Dee and I hadn’t been partic
ularly close as kids. I used to get totally pissed off being made to take her everywhere. But later, long after I’d moved down under, she’d visit me once or twice a year and we became good mates.
There was never any doubt that I’d come back for her funeral.
There was no good time to bury your sister, but at least the way the timing had worked out, I’d managed to get here and stick around to support mum. If I was honest, getting away from my life on the other side of the world for a while wasn’t a hardship after everything that had happened there. Not that I was going to share that information and all the details with my mother. The woman had a core of steel, but I wasn’t going to do anything that could make her worry about me for a second.

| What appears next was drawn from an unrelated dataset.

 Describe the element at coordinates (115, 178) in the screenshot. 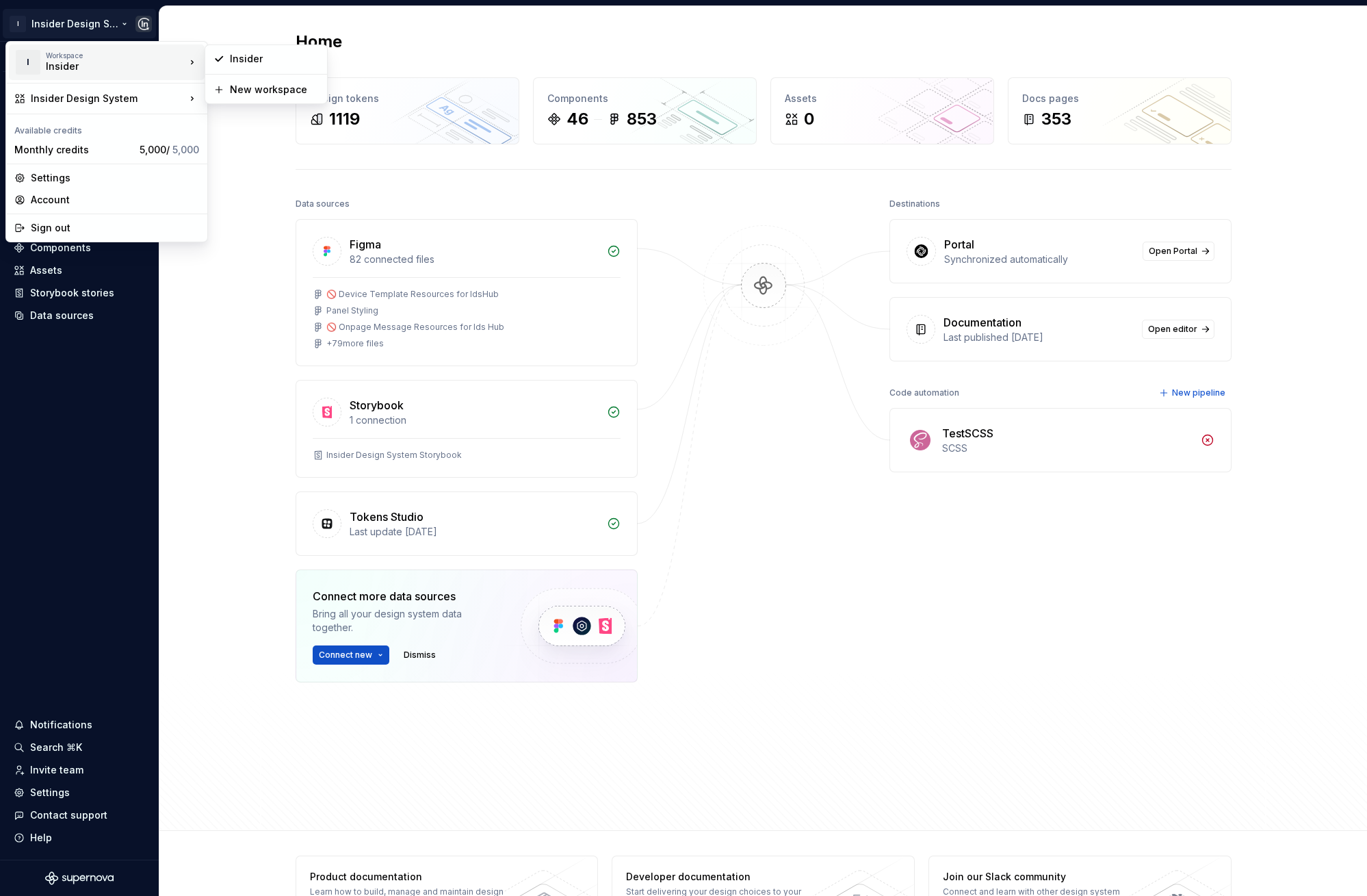

I see `div: Settings` at that location.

The door dinged as I pushed it open and the first thing I saw was Jen, staggering out of a doorway at the back of the shop, carrying a cardboard box that was half the size of her. I rushed over and went to take it from her but she rejected the offer.
‘No, no, it’s fine. I’ve got it,’ she said, her knees buckling as she crossed the room and dropped it at the window. She turned back to me. ‘I’ll show you around,’ she offered.
I might not be the most emotionally intelligent of blokes, but even I could see that she wasn’t gleefully happy to have me there. I thought volunteering to help was a good thing for both of us, but she clearly had a dose of the hump. Great. Just what I needed.